Paul Larkin explains in a Federalist column why advocates of big government should worry about Judge Amy Coney Barrett’s Supreme Court nomination.
A major criticism of the administrative state is that it consists of unelected officials with the power to govern virtually every aspect of modern life without serious oversight by the federal courts. That issue might arise during the upcoming Senate Judiciary Committee hearings for Judge Amy Coney Barrett, President Donald Trump’s nominee for the current opening on the U.S. Supreme Court.
Barrett, a judge on the U.S. Court of Appeals for the Seventh Circuit, has been on the bench for less than three years, so her judicial oeuvre is relatively small. Nonetheless, critics of her nomination — both those fearful of how she might vote as a Supreme Court justice and those who just hate Trump and anything he does — will dissect every paragraph and sentence of every opinion and article she has written. …
… Barrett’s authored opinions give no reason to believe she automatically accepts or rejects an agency’s interpretation of the law. For example, consider her dissenting opinion in the controversial case of Cook County, Illinois v. Wolf. The administrative law issue in Wolf involved the proper application of the Supreme Court’s decision in Chevron U.S.A., Inc. v. Natural Resources Defense Council, Inc., which directs federal courts to accept a reasonable interpretation of an ambiguous federal law, even if the court would read the law differently. …
… Barrett did not reflexively accept the DHS rule as being reasonable. Instead, she wrote a 39-page dissent, rigorously analyzing the relevant statutory text, its development across history, and various commentators’ descriptions of the immigration laws. Only then did she conclude that DHS’s interpretation was reasonable.
The opinions Barrett has joined also do not suggest she uncritically accepts an agency’s interpretation of the law.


▸ Description of the task
Print out each entry without alteration, and keep the pictures out.

▸ Material to process
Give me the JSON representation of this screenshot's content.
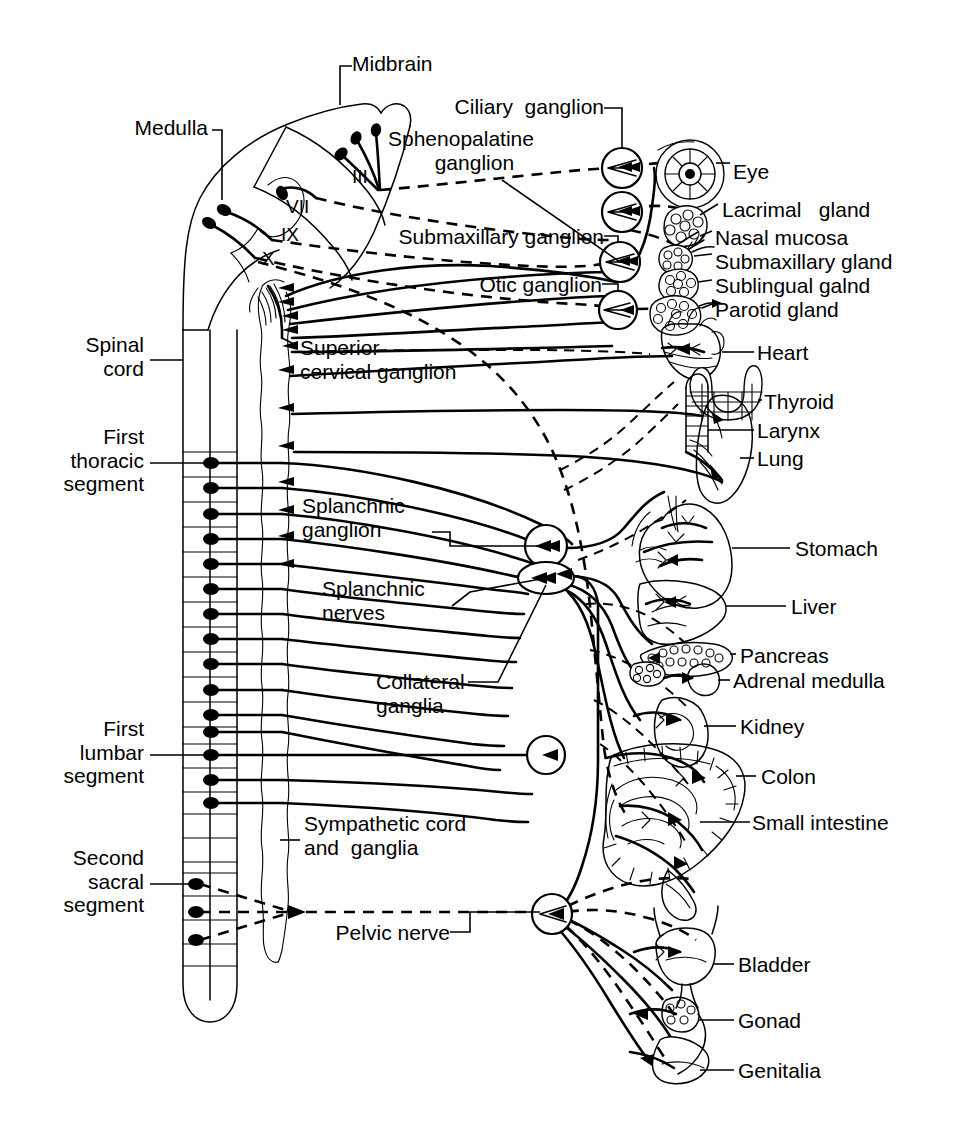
{
  "figure": {
    "kind": "anatomical-schematic",
    "background_color": "#ffffff",
    "ink_color": "#000000",
    "width": 953,
    "height": 1129
  },
  "cns_labels": {
    "midbrain": "Midbrain",
    "medulla": "Medulla",
    "spinal_cord": "Spinal\ncord",
    "first_thoracic": "First\nthoracic\nsegment",
    "first_lumbar": "First\nlumbar\nsegment",
    "second_sacral": "Second\nsacral\nsegment"
  },
  "cranial_nerves": [
    {
      "numeral": "III",
      "x": 352,
      "y": 178
    },
    {
      "numeral": "VII",
      "x": 288,
      "y": 207
    },
    {
      "numeral": "IX",
      "x": 283,
      "y": 235
    },
    {
      "numeral": "X",
      "x": 264,
      "y": 258
    }
  ],
  "ganglion_labels": {
    "ciliary": "Ciliary  ganglion",
    "sphenopalatine": "Sphenopalatine\n        ganglion",
    "submaxillary": "Submaxillary ganglion",
    "otic": "Otic ganglion",
    "superior_cervical": "Superior\ncervical ganglion",
    "splanchnic_ganglion": "Splanchnic\nganglion",
    "splanchnic_nerves": "Splanchnic\nnerves",
    "collateral": "Collateral\nganglia",
    "sympathetic_cord": "Sympathetic cord\nand  ganglia",
    "pelvic_nerve": "Pelvic nerve"
  },
  "organs": [
    {
      "name": "Eye",
      "label": "Eye",
      "label_x": 733,
      "label_y": 160
    },
    {
      "name": "Lacrimal gland",
      "label": "Lacrimal   gland",
      "label_x": 722,
      "label_y": 198
    },
    {
      "name": "Nasal mucosa",
      "label": "Nasal mucosa",
      "label_x": 715,
      "label_y": 226
    },
    {
      "name": "Submaxillary gland",
      "label": "Submaxillary gland",
      "label_x": 715,
      "label_y": 250
    },
    {
      "name": "Sublingual gland",
      "label": "Sublingual galnd",
      "label_x": 715,
      "label_y": 275
    },
    {
      "name": "Parotid gland",
      "label": "Parotid gland",
      "label_x": 715,
      "label_y": 299
    },
    {
      "name": "Heart",
      "label": "Heart",
      "label_x": 757,
      "label_y": 348
    },
    {
      "name": "Thyroid",
      "label": "Thyroid",
      "label_x": 762,
      "label_y": 397
    },
    {
      "name": "Larynx",
      "label": "Larynx",
      "label_x": 757,
      "label_y": 427
    },
    {
      "name": "Lung",
      "label": "Lung",
      "label_x": 757,
      "label_y": 455
    },
    {
      "name": "Stomach",
      "label": "Stomach",
      "label_x": 795,
      "label_y": 542
    },
    {
      "name": "Liver",
      "label": "Liver",
      "label_x": 790,
      "label_y": 601
    },
    {
      "name": "Pancreas",
      "label": "Pancreas",
      "label_x": 740,
      "label_y": 650
    },
    {
      "name": "Adrenal medulla",
      "label": "Adrenal medulla",
      "label_x": 733,
      "label_y": 676
    },
    {
      "name": "Kidney",
      "label": "Kidney",
      "label_x": 740,
      "label_y": 721
    },
    {
      "name": "Colon",
      "label": "Colon",
      "label_x": 760,
      "label_y": 771
    },
    {
      "name": "Small intestine",
      "label": "Small intestine",
      "label_x": 754,
      "label_y": 818
    },
    {
      "name": "Bladder",
      "label": "Bladder",
      "label_x": 738,
      "label_y": 960
    },
    {
      "name": "Gonad",
      "label": "Gonad",
      "label_x": 738,
      "label_y": 1016
    },
    {
      "name": "Genitalia",
      "label": "Genitalia",
      "label_x": 738,
      "label_y": 1066
    }
  ],
  "spinal_segments": {
    "thoracic_roots": 12,
    "lumbar_roots": 3,
    "sacral_roots": 3,
    "note_first_thoracic_y": 463,
    "note_first_lumbar_y": 755,
    "note_second_sacral_y": 884
  },
  "line_styles": {
    "solid": "sympathetic / preganglionic-postganglionic solid nerve path",
    "dashed": "parasympathetic (craniosacral) outflow"
  }
}
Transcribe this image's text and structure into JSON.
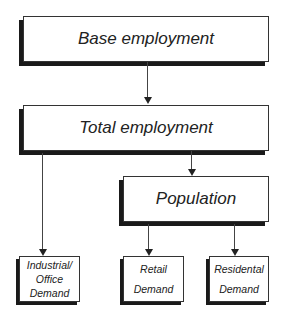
{
  "diagram": {
    "nodes": {
      "base_employment": "Base employment",
      "total_employment": "Total employment",
      "population": "Population",
      "industrial_office_demand": [
        "Industrial/",
        "Office",
        "Demand"
      ],
      "retail_demand": [
        "Retail",
        "Demand"
      ],
      "residential_demand": [
        "Residental",
        "Demand"
      ]
    },
    "edges": [
      {
        "from": "Base employment",
        "to": "Total employment"
      },
      {
        "from": "Total employment",
        "to": "Industrial/Office Demand"
      },
      {
        "from": "Total employment",
        "to": "Population"
      },
      {
        "from": "Population",
        "to": "Retail Demand"
      },
      {
        "from": "Population",
        "to": "Residental Demand"
      }
    ]
  }
}
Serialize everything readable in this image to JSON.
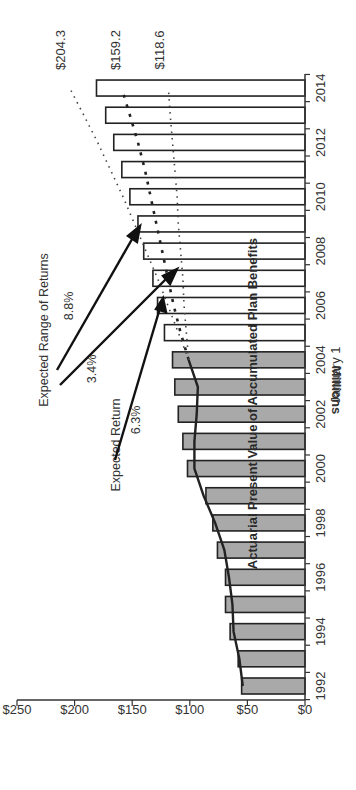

▸ Solution for this task
Give me the JSON representation of this screenshot's content.
{
  "figure": {
    "kind": "anatomical-schematic",
    "background_color": "#ffffff",
    "ink_color": "#000000",
    "width": 953,
    "height": 1129
  },
  "cns_labels": {
    "midbrain": "Midbrain",
    "medulla": "Medulla",
    "spinal_cord": "Spinal\ncord",
    "first_thoracic": "First\nthoracic\nsegment",
    "first_lumbar": "First\nlumbar\nsegment",
    "second_sacral": "Second\nsacral\nsegment"
  },
  "cranial_nerves": [
    {
      "numeral": "III",
      "x": 352,
      "y": 178
    },
    {
      "numeral": "VII",
      "x": 288,
      "y": 207
    },
    {
      "numeral": "IX",
      "x": 283,
      "y": 235
    },
    {
      "numeral": "X",
      "x": 264,
      "y": 258
    }
  ],
  "ganglion_labels": {
    "ciliary": "Ciliary  ganglion",
    "sphenopalatine": "Sphenopalatine\n        ganglion",
    "submaxillary": "Submaxillary ganglion",
    "otic": "Otic ganglion",
    "superior_cervical": "Superior\ncervical ganglion",
    "splanchnic_ganglion": "Splanchnic\nganglion",
    "splanchnic_nerves": "Splanchnic\nnerves",
    "collateral": "Collateral\nganglia",
    "sympathetic_cord": "Sympathetic cord\nand  ganglia",
    "pelvic_nerve": "Pelvic nerve"
  },
  "organs": [
    {
      "name": "Eye",
      "label": "Eye",
      "label_x": 733,
      "label_y": 160
    },
    {
      "name": "Lacrimal gland",
      "label": "Lacrimal   gland",
      "label_x": 722,
      "label_y": 198
    },
    {
      "name": "Nasal mucosa",
      "label": "Nasal mucosa",
      "label_x": 715,
      "label_y": 226
    },
    {
      "name": "Submaxillary gland",
      "label": "Submaxillary gland",
      "label_x": 715,
      "label_y": 250
    },
    {
      "name": "Sublingual gland",
      "label": "Sublingual galnd",
      "label_x": 715,
      "label_y": 275
    },
    {
      "name": "Parotid gland",
      "label": "Parotid gland",
      "label_x": 715,
      "label_y": 299
    },
    {
      "name": "Heart",
      "label": "Heart",
      "label_x": 757,
      "label_y": 348
    },
    {
      "name": "Thyroid",
      "label": "Thyroid",
      "label_x": 762,
      "label_y": 397
    },
    {
      "name": "Larynx",
      "label": "Larynx",
      "label_x": 757,
      "label_y": 427
    },
    {
      "name": "Lung",
      "label": "Lung",
      "label_x": 757,
      "label_y": 455
    },
    {
      "name": "Stomach",
      "label": "Stomach",
      "label_x": 795,
      "label_y": 542
    },
    {
      "name": "Liver",
      "label": "Liver",
      "label_x": 790,
      "label_y": 601
    },
    {
      "name": "Pancreas",
      "label": "Pancreas",
      "label_x": 740,
      "label_y": 650
    },
    {
      "name": "Adrenal medulla",
      "label": "Adrenal medulla",
      "label_x": 733,
      "label_y": 676
    },
    {
      "name": "Kidney",
      "label": "Kidney",
      "label_x": 740,
      "label_y": 721
    },
    {
      "name": "Colon",
      "label": "Colon",
      "label_x": 760,
      "label_y": 771
    },
    {
      "name": "Small intestine",
      "label": "Small intestine",
      "label_x": 754,
      "label_y": 818
    },
    {
      "name": "Bladder",
      "label": "Bladder",
      "label_x": 738,
      "label_y": 960
    },
    {
      "name": "Gonad",
      "label": "Gonad",
      "label_x": 738,
      "label_y": 1016
    },
    {
      "name": "Genitalia",
      "label": "Genitalia",
      "label_x": 738,
      "label_y": 1066
    }
  ],
  "spinal_segments": {
    "thoracic_roots": 12,
    "lumbar_roots": 3,
    "sacral_roots": 3,
    "note_first_thoracic_y": 463,
    "note_first_lumbar_y": 755,
    "note_second_sacral_y": 884
  },
  "line_styles": {
    "solid": "sympathetic / preganglionic-postganglionic solid nerve path",
    "dashed": "parasympathetic (craniosacral) outflow"
  }
}
Transcribe this image's text and structure into JSON.
{
  "diagram": {
    "nodes": {
      "base_employment": "Base employment",
      "total_employment": "Total employment",
      "population": "Population",
      "industrial_office_demand": [
        "Industrial/",
        "Office",
        "Demand"
      ],
      "retail_demand": [
        "Retail",
        "Demand"
      ],
      "residential_demand": [
        "Residental",
        "Demand"
      ]
    },
    "edges": [
      {
        "from": "Base employment",
        "to": "Total employment"
      },
      {
        "from": "Total employment",
        "to": "Industrial/Office Demand"
      },
      {
        "from": "Total employment",
        "to": "Population"
      },
      {
        "from": "Population",
        "to": "Retail Demand"
      },
      {
        "from": "Population",
        "to": "Residental Demand"
      }
    ]
  }
}
Serialize everything readable in this image to JSON.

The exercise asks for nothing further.